As she twists the thread around her fingers, she begins telling tales of times past. "Back in China, I learnt how to thread by watching my mother and her friends at home, who would thread each other's faces," she says. "I did it for myself occasionally, whenever I felt like I needed to brighten up my face."
"I never touched my eyebrows though. You must really know how to shape them, if not things can go very wrong. Half of your eyebrow could disappear," she says with a laugh. "I'm just an amateur at this. I keep to the face only because it's easier."
After settling down in Singapore, she and other Chinese immigrants continued to thread their faces for each other at home, she says. They even gathered to do it along the streets of Chinatown and areas such as Blanco Court, which is where Raffles Hospital stands today. "But I stopped doing it when I got older because there was no hair left on my face to remove," she adds. "I threaded my daughter's face before her wedding though. It was a tradition we followed back in China."
China is where threading originates, say other threaders who learnt the skill in beauty institutes in India. The technique then spread to India, where some people today think it comes from. Yet, a further dig into the origins of threading reveals an ambiguous history.
According to some online sources, ancient records first document the technique in China around 300 years ago, where it was called wan lian. Other sources, however, say threading started in India more than 6,000 years ago.
A teacher in her 40s, Ms Lalita Singh, also said that according to her mother, who immigrated here from India as a young bride over 50 years ago, Indian women then threaded each other's faces and eyebrows at home too.
And in How to Create the Perfect Eyebrow, a book by licensed esthetician and make-up artist Victoria Bush, threading, or khite in Arabic, is thought to have originated in Arabia.
From the scant information gathered on threading's origin, even after combing through online research databases, as well as books on epilation and beauty at the library, it may be that the history of this hair removal method has not been closely studied.

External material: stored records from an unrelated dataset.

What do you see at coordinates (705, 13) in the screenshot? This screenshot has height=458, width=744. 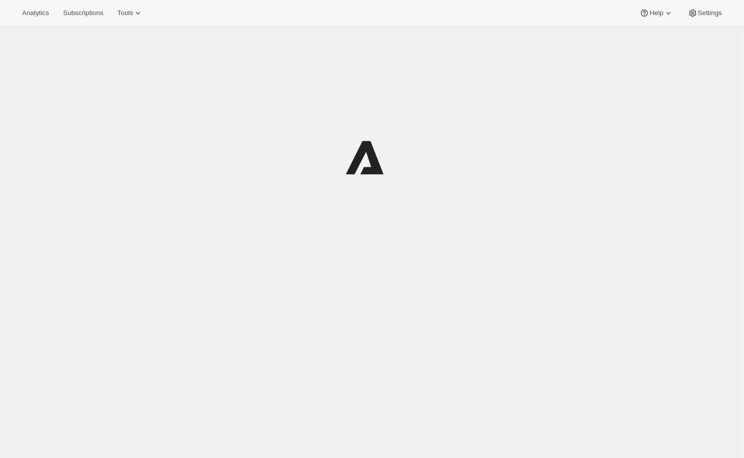 I see `button: Settings` at bounding box center [705, 13].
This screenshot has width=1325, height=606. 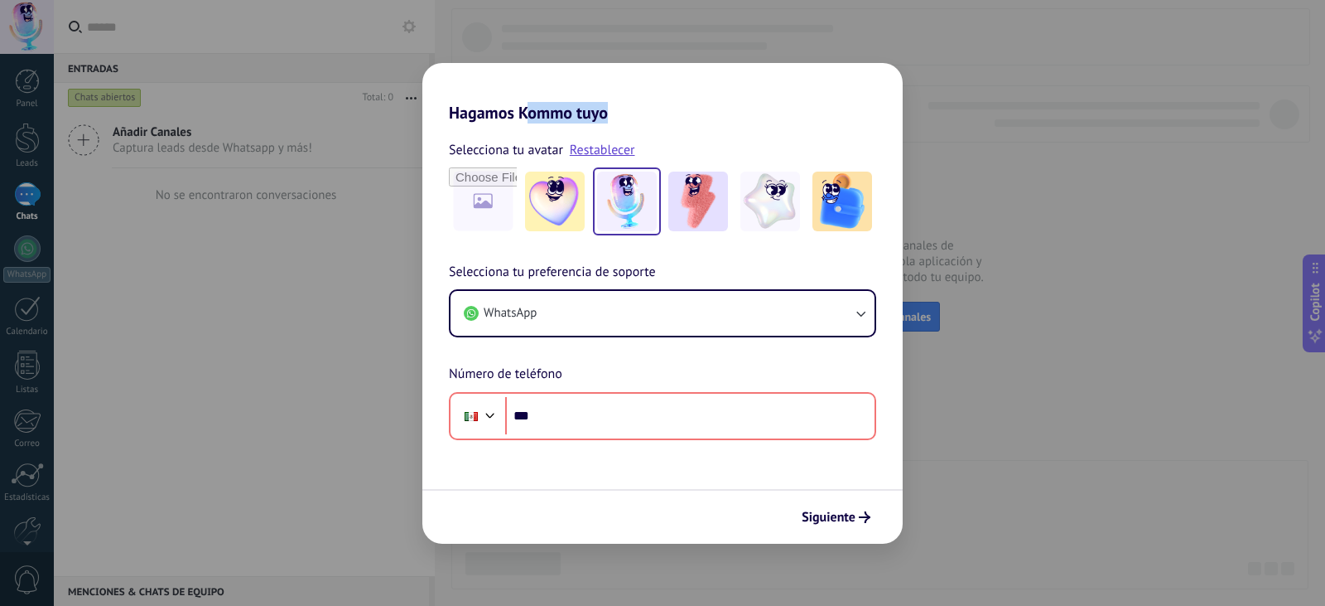 What do you see at coordinates (602, 150) in the screenshot?
I see `a: Restablecer` at bounding box center [602, 150].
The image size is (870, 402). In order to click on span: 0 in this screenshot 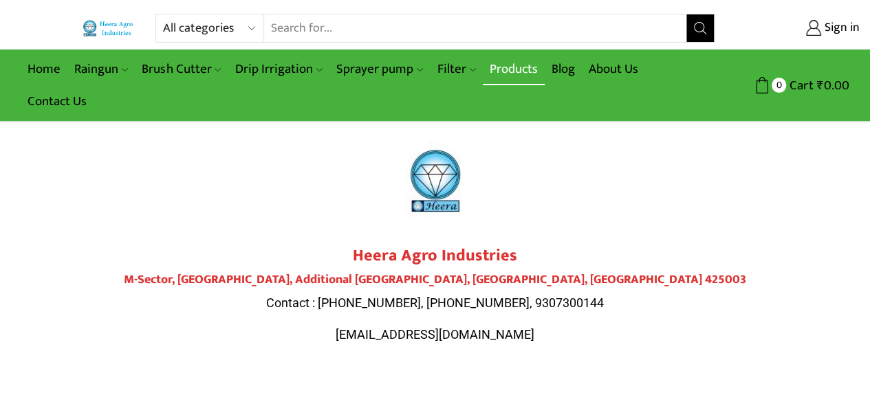, I will do `click(779, 85)`.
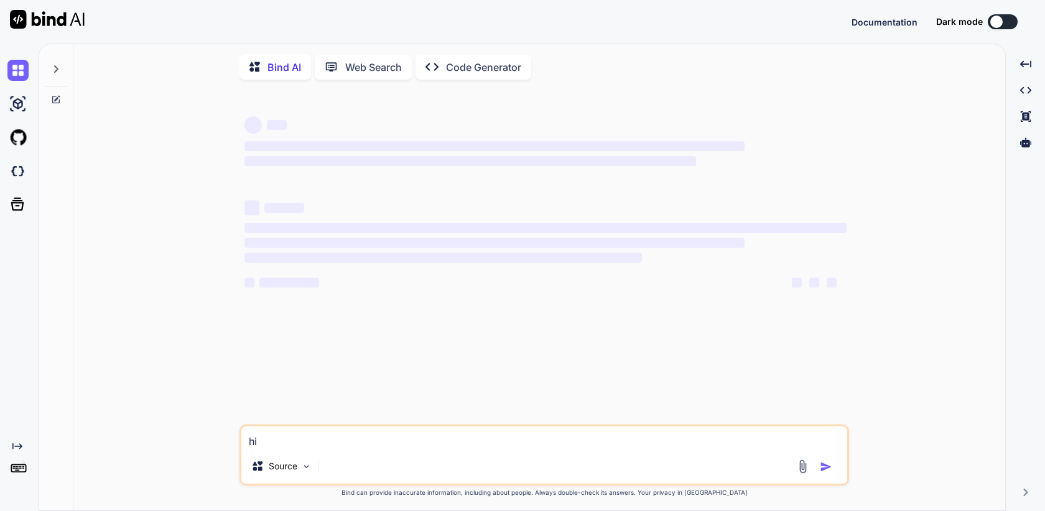  Describe the element at coordinates (18, 104) in the screenshot. I see `img: ai-studio` at that location.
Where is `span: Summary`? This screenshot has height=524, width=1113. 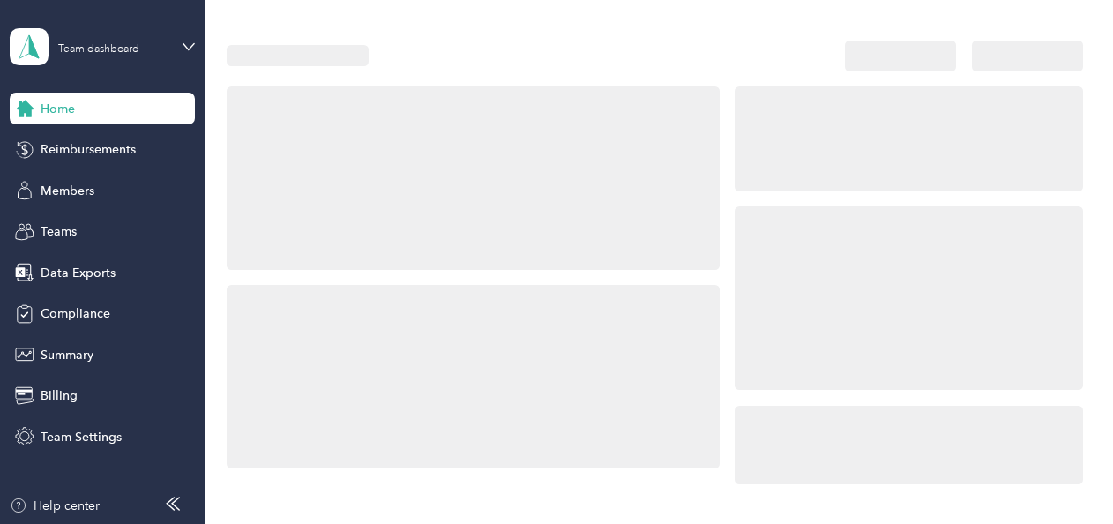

But, as a type of epilation, it probably has multiple origins – instead of a single cultural origin – with different versions of the practice emerging at similar moments in time in different cultures, said Nanyang Technological University's Assistant Professor of History Ngoei Wen-Qing.
Wherever threading came from, it is certain that it eventually arrived on the shores of Singapore, brought along by immigrants like Mdm Heng.
Some also passed on the skill to their children, who were born later in Singapore. My aunt Lau Siew Kheng, who was born after my grandmother got married here, said she learnt to thread at 18 years old, when she started paying more attention to her appearance.
Many of their neighbours, who were Chinese, also threaded their faces at home. "I've always thought of it as something that people do at home, so I was quite surprised when I found out there were beauty parlours in Little India doing eyebrow threading," the 75-year-old added.